A programming paradigm is a relatively high-level way to structure and conceptualize the implementation of a computer program. A programming language can be classified as supporting one or more paradigms.
In computer science, imperative programming is a programming paradigm of software that uses statements that change a program's state. In much the same way that the imperative mood in natural languages expresses commands, an imperative program consists of commands for the computer to perform. Imperative programming focuses on describing how a program operates step by step, rather than on high-level descriptions of its expected results.
In computing, inline expansion, or inlining, is a manual or compiler optimization that replaces a function call site with the body of the called function. Inline expansion is similar to macro expansion, but occurs during compilation, without changing the source code, while macro expansion occurs prior to compilation, and results in different text that is then processed by the compiler.
This is a list of terms found in object-oriented programming.

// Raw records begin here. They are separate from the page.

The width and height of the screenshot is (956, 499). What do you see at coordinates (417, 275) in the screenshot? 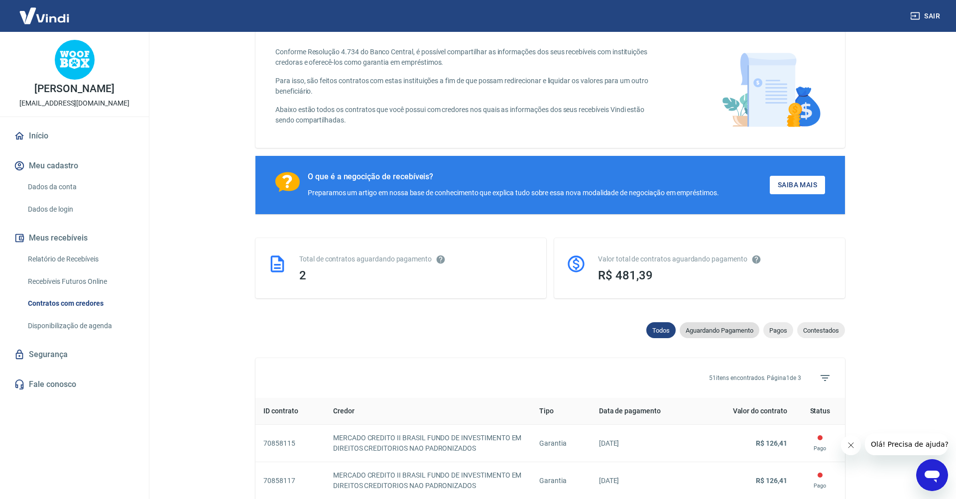
I see `div: 2` at bounding box center [417, 275].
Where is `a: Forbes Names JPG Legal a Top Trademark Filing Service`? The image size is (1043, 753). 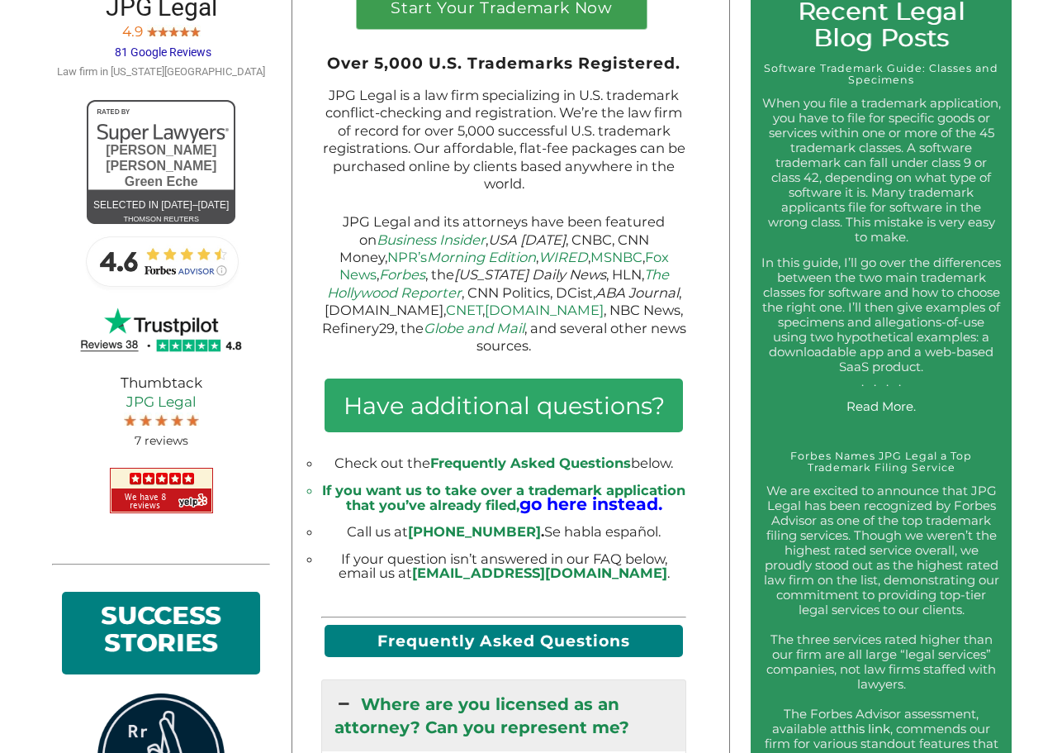 a: Forbes Names JPG Legal a Top Trademark Filing Service is located at coordinates (882, 461).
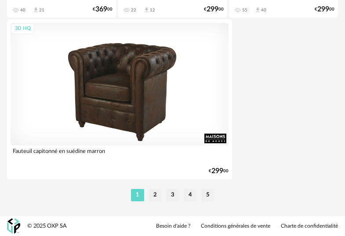  Describe the element at coordinates (173, 226) in the screenshot. I see `a: Besoin d'aide ?` at that location.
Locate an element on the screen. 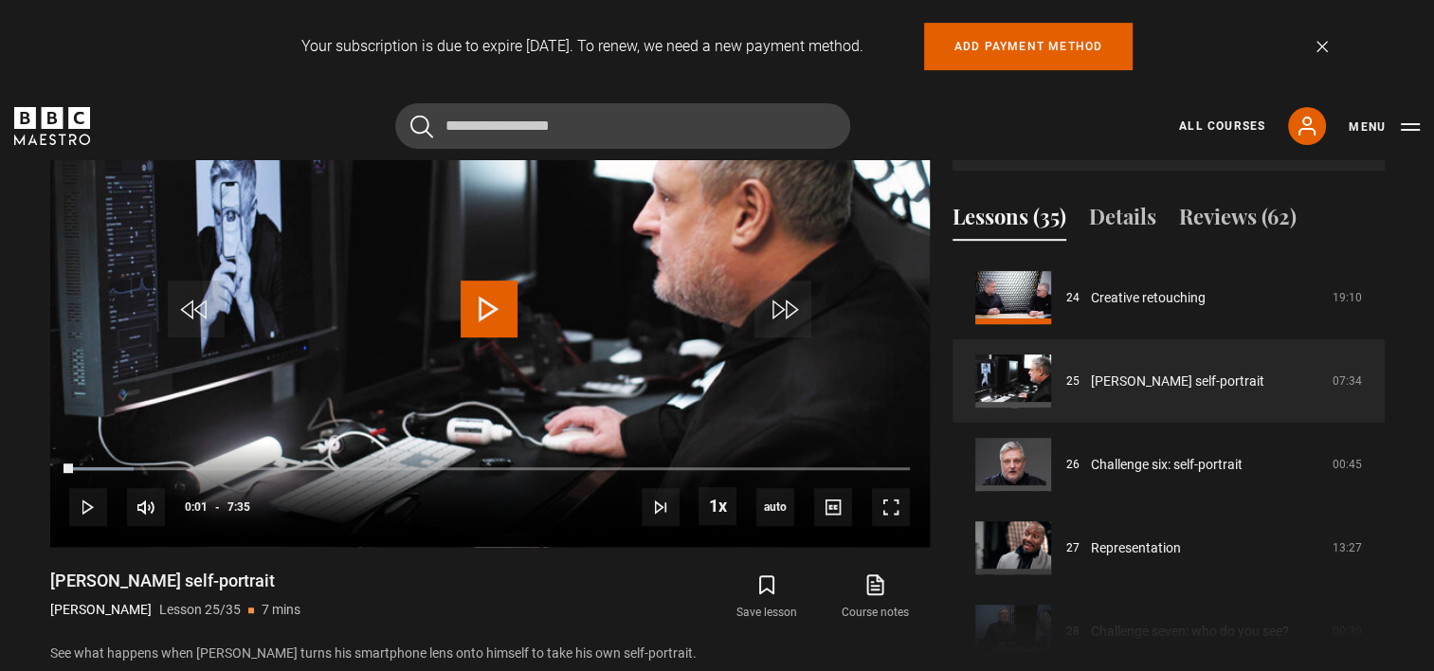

A method in object-oriented programming (OOP) is a procedure associated with an object, and generally also a message. An object consists of state data and behavior; these compose an interface, which specifies how the object may be used. A method is a behavior of an object parametrized by a user.
Decomposition in computer science, also known as factoring, is breaking a complex problem or system into parts that are easier to conceive, understand, program, and maintain.
In compiler optimization, escape analysis is a method for determining the dynamic scope of pointers – where in the program a pointer can be accessed. It is related to pointer analysis and shape analysis.
The following outline is provided as an overview of and topical guide to computer programming:
In computer programming, a variable is an abstract storage location paired with an associated symbolic name, which contains some known or unknown quantity of data or object referred to as a value; or in simpler terms, a variable is a named container for a particular set of bits or type of data. A variable can eventually be associated with or identified by a memory address. The variable name is the usual way to reference the stored value, in addition to referring to the variable itself, depending on the context. This separation of name and content allows the name to be used independently of the exact information it represents. The identifier in computer source code can be bound to a value during run time, and the value of the variable may thus change during the course of program execution.
In computer programming, a constant is a value that is not altered by the program during normal execution. When associated with an identifier, a constant is said to be "named," although the terms "constant" and "named constant" are often used interchangeably. This is contrasted with a variable, which is an identifier with a value that can be changed during normal execution. To simplify, constants' values remains, while the values of variables varies, hence both their names.
Object-oriented programming (OOP) is a programming paradigm based on the concept of objects, which can contain data and code: data in the form of fields, and code in the form of procedures. In OOP, computer programs are designed by making them out of objects that interact with one another.
In computer programming, a function, procedure, method, subroutine, routine, or subprogram is a callable unit of software logic that has a well-defined interface and behavior and can be invoked multiple times.
In computer science, purely functional programming usually designates a programming paradigm—a style of building the structure and elements of computer programs—that treats all computation as the evaluation of mathematical functions.